The photo (Fig. 4.4) shows a family with no adult male that built an expedient shelter that would give far better fallout, blast, and fire protection than almost any home. They succeeded, despite the necessity of working on cold November days with snow flurries. The top two inches of earth were frozen and the next two feet so dry that most of it had to be loosened with their dull pick. No member of this family had done any serious digging before, yet they built a shelter that would have given about 100 times as much protection against fallout radiation as would a typical small frame house and at least 25 times as much as a typical home basement.

(Fallout shelters are designed for protection against radiation from fallout particles. Although fallout shelters lack blast doors and other means for keeping out blast, the better types would prevent their occupants from being killed by blast effects in extensive areas where people in houses would have little chance of surviving. In this book, an "expedient shelter" generally means an expedient fallout shelter.)

Even as simple an earth-covered fallout shelter as this Door-Covered Trench Shelter, if built well separated from flammable buildings, usually would save its occupants' lives in extensive areas devastated by blast and/or fire. The area of probable survival in a good earth covered fallout shelter would extend from where blast damage would be light but fires likely to be numerous, inward toward GZ to where most homes would be collapsed by blast and/or destroyed by fire.

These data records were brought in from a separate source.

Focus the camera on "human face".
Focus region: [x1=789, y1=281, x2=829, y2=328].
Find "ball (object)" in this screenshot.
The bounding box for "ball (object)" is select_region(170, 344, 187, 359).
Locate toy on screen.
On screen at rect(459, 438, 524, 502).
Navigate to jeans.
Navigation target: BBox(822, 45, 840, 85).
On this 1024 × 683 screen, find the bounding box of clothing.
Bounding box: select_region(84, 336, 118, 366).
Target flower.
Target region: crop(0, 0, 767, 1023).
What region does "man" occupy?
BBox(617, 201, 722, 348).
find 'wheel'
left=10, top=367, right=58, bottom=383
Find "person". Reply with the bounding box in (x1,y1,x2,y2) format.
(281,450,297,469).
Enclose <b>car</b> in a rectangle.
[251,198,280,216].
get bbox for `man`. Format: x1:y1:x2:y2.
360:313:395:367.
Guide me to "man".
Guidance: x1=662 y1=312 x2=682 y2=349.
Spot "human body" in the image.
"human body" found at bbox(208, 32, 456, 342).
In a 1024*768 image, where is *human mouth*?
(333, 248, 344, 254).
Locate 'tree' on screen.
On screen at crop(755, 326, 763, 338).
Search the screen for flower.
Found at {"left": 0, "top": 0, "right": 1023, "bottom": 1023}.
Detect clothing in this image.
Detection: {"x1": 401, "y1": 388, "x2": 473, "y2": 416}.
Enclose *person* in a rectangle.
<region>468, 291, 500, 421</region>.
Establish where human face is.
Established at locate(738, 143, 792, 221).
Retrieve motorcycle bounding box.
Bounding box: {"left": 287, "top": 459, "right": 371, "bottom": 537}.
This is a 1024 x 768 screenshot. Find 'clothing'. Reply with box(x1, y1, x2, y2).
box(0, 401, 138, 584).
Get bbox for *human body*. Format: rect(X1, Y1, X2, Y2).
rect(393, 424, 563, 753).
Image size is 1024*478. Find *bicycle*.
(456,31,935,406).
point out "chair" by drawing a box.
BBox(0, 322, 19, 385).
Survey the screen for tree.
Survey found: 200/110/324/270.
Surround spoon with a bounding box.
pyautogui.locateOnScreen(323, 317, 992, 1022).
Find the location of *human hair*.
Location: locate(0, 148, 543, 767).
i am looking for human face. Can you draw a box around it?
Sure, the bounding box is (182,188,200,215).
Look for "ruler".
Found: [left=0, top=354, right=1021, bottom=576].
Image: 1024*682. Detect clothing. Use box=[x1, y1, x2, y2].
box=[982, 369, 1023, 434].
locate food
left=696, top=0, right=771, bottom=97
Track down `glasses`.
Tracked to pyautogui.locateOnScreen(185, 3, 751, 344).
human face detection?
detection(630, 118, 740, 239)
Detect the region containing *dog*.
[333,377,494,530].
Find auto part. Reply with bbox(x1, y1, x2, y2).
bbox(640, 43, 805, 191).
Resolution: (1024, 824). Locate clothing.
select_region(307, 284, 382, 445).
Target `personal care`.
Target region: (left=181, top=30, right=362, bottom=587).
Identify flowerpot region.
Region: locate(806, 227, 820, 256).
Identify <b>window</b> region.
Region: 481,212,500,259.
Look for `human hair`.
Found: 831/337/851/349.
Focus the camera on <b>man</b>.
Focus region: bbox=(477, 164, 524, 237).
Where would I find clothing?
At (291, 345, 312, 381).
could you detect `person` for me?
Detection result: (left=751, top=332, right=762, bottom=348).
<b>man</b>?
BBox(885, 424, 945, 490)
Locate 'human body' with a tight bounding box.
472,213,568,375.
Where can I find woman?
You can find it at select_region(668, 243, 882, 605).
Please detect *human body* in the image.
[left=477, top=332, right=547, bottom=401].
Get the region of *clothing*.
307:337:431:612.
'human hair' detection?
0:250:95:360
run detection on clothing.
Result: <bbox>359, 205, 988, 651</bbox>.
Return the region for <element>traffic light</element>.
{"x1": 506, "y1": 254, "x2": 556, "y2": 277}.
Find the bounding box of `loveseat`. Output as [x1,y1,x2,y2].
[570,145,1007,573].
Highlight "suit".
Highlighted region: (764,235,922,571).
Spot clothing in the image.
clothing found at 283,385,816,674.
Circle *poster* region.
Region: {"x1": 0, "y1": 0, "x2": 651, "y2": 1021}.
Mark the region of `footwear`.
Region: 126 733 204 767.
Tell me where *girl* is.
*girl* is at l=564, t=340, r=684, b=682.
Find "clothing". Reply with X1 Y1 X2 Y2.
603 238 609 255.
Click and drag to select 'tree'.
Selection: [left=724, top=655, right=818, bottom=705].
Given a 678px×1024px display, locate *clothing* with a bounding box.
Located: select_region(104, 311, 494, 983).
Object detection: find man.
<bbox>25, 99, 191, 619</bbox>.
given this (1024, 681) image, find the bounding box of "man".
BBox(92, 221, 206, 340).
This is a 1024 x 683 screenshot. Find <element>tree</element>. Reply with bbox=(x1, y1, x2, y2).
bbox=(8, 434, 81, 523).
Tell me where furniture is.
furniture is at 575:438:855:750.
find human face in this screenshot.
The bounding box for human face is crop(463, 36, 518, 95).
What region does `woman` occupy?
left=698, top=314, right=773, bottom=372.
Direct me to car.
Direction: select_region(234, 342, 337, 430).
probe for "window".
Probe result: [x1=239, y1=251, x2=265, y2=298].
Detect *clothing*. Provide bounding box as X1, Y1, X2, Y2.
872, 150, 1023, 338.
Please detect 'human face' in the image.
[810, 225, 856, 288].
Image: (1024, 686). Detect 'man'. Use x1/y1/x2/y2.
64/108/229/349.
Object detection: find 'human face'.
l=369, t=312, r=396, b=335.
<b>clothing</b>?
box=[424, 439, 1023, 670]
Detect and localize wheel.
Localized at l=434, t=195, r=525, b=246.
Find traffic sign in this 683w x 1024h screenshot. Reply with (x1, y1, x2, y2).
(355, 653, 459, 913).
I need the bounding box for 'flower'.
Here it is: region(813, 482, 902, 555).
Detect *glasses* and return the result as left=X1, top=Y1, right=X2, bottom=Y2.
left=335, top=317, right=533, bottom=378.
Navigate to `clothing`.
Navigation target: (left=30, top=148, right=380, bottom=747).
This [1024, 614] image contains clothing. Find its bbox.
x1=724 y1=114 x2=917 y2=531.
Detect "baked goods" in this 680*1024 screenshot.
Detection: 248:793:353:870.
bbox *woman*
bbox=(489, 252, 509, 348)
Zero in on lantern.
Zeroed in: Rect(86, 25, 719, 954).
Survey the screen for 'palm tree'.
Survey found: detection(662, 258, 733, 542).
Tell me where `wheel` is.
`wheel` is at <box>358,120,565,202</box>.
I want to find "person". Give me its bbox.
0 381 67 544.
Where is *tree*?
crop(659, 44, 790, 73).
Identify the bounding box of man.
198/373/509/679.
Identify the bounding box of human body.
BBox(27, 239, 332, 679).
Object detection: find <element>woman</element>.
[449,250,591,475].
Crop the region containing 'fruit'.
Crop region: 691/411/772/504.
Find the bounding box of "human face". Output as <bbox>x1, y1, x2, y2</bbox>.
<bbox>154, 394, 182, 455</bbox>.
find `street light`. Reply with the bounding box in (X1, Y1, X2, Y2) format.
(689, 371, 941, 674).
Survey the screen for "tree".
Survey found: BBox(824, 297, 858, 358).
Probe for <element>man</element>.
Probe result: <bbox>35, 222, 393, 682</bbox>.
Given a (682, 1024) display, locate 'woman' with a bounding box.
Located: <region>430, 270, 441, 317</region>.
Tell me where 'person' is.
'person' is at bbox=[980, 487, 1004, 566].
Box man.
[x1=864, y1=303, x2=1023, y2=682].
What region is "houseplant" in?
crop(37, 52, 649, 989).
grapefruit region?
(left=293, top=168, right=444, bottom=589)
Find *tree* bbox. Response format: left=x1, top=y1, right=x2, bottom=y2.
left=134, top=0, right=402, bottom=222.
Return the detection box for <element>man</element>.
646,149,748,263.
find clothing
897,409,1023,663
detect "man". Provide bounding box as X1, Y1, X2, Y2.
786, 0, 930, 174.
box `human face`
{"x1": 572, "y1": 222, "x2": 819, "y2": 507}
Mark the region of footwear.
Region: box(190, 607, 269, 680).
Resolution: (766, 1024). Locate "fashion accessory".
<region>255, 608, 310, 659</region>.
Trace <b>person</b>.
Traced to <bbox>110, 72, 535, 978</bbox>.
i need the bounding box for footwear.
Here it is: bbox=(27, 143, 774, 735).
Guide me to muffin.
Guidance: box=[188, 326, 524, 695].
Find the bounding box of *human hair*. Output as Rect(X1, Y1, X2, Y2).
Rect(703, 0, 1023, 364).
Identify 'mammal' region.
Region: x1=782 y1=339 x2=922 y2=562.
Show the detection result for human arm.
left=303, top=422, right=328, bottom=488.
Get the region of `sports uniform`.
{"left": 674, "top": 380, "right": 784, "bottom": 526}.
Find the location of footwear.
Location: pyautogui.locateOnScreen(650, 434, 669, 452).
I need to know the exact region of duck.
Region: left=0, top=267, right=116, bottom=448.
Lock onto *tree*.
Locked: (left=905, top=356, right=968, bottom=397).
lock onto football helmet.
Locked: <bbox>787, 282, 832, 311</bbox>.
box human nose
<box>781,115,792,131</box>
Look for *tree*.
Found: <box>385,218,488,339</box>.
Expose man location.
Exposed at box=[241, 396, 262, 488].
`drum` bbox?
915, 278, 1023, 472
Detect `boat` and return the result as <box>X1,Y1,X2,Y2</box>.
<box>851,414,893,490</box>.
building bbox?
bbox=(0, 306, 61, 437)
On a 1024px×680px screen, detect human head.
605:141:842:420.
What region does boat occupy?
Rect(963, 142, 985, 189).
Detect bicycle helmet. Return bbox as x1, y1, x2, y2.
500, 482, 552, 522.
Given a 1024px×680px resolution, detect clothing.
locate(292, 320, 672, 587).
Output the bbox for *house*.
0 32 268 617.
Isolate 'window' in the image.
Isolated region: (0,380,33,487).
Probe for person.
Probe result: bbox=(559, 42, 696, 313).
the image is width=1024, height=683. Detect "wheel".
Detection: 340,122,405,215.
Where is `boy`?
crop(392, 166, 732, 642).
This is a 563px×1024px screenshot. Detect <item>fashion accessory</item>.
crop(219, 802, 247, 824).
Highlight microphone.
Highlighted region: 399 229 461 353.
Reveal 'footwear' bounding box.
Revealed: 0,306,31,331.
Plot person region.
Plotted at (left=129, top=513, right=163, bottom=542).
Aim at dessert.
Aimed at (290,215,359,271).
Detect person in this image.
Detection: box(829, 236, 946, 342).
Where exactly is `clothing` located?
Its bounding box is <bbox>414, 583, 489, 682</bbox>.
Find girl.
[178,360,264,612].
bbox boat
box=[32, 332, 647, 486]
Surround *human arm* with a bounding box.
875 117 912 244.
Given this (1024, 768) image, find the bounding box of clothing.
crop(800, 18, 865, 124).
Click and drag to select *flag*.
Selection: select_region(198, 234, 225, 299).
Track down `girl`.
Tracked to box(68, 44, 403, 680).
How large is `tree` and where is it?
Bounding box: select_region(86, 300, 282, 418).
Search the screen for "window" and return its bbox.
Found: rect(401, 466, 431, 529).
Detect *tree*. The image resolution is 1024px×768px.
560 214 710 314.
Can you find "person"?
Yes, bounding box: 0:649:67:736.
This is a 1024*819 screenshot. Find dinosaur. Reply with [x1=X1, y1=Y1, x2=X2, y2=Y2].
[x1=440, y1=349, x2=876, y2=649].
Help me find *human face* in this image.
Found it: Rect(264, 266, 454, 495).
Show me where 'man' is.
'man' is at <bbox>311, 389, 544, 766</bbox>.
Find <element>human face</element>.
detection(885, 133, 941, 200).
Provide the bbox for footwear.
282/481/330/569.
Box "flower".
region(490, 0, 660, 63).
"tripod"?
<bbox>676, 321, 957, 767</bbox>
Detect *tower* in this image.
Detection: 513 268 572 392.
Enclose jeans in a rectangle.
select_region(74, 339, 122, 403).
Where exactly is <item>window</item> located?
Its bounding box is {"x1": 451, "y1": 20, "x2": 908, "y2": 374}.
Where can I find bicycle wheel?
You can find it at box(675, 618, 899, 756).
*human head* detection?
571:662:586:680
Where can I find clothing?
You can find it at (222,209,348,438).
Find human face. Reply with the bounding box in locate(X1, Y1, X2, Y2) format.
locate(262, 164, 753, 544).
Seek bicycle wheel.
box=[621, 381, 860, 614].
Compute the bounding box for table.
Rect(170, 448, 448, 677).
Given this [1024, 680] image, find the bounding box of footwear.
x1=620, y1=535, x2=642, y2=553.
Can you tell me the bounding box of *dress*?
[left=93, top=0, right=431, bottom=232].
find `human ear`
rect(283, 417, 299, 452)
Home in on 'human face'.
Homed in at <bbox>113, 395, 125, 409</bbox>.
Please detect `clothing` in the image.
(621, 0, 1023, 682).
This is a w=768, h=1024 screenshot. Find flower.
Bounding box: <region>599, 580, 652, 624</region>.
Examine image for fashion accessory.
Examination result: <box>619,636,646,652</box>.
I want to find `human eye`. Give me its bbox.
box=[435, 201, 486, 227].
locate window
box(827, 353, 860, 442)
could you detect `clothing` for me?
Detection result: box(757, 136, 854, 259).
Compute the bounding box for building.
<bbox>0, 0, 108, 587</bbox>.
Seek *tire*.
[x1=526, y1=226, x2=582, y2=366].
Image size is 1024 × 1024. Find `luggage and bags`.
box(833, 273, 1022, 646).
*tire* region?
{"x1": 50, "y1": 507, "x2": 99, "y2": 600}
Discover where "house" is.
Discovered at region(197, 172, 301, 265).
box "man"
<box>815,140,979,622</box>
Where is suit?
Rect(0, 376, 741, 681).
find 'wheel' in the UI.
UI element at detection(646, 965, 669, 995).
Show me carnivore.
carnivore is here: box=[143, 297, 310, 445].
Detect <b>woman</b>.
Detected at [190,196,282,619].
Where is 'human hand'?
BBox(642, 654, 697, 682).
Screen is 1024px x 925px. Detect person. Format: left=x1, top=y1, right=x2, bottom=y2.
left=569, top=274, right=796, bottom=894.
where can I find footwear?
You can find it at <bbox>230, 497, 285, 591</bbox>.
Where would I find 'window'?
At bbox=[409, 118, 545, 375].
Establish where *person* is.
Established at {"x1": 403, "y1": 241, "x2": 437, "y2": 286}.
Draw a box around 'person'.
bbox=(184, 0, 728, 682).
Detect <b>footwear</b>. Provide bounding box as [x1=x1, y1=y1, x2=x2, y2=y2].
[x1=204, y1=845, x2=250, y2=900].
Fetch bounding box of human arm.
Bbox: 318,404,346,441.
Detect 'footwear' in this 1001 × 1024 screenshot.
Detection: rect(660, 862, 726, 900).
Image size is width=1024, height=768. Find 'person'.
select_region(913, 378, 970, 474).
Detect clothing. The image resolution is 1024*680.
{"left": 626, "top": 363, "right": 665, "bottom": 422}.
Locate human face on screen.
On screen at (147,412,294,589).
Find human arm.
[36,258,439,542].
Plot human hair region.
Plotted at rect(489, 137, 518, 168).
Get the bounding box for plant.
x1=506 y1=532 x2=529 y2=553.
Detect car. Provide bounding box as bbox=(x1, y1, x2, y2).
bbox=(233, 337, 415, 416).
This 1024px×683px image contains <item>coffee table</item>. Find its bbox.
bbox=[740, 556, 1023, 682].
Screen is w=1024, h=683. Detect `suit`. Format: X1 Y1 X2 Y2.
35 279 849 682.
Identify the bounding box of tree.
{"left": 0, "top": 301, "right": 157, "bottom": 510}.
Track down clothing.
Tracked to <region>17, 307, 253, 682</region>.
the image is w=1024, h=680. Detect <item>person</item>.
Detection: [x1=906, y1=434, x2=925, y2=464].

This ring-shaped area of probable survival from blast and/or fire effects of a 1-MT air burst would extend from about 8 miles from GZ inward to approximately 5.5 miles. Its area would be about 105 square miles, more than the 95 square miles in the circular area with a radius of 5.5 miles centered on GZ and within which this simple a shelter probably would be collapsed by the blast overpressure of a 1-MT air burst. (Door-Covered Trench Shelters and most of the other types of earth-covered expedient shelters described in this book have been proven dependable in test explosions conducted by the Defense Nuclear Agency.)

Fig. 4.4. This family completed their Protection Factor 200 (PF 200) fallout shelter, a Door-Covered Trench Shelter with 2 feet of earth on its roof, 34 hours after receiving the building instructions at their home.

In many areas, this and even better types of expedient fallout shelters affording considerable blast protection could be built by untrained families, following the written, field-tested instructions in this book. Furthermore (as shown in Appendix D, Expedient Blast Shelters) within a few days a small but significant fraction of the population could build expedient blast shelters complete with expedient blast doors and providing at least 15-psi blast protection.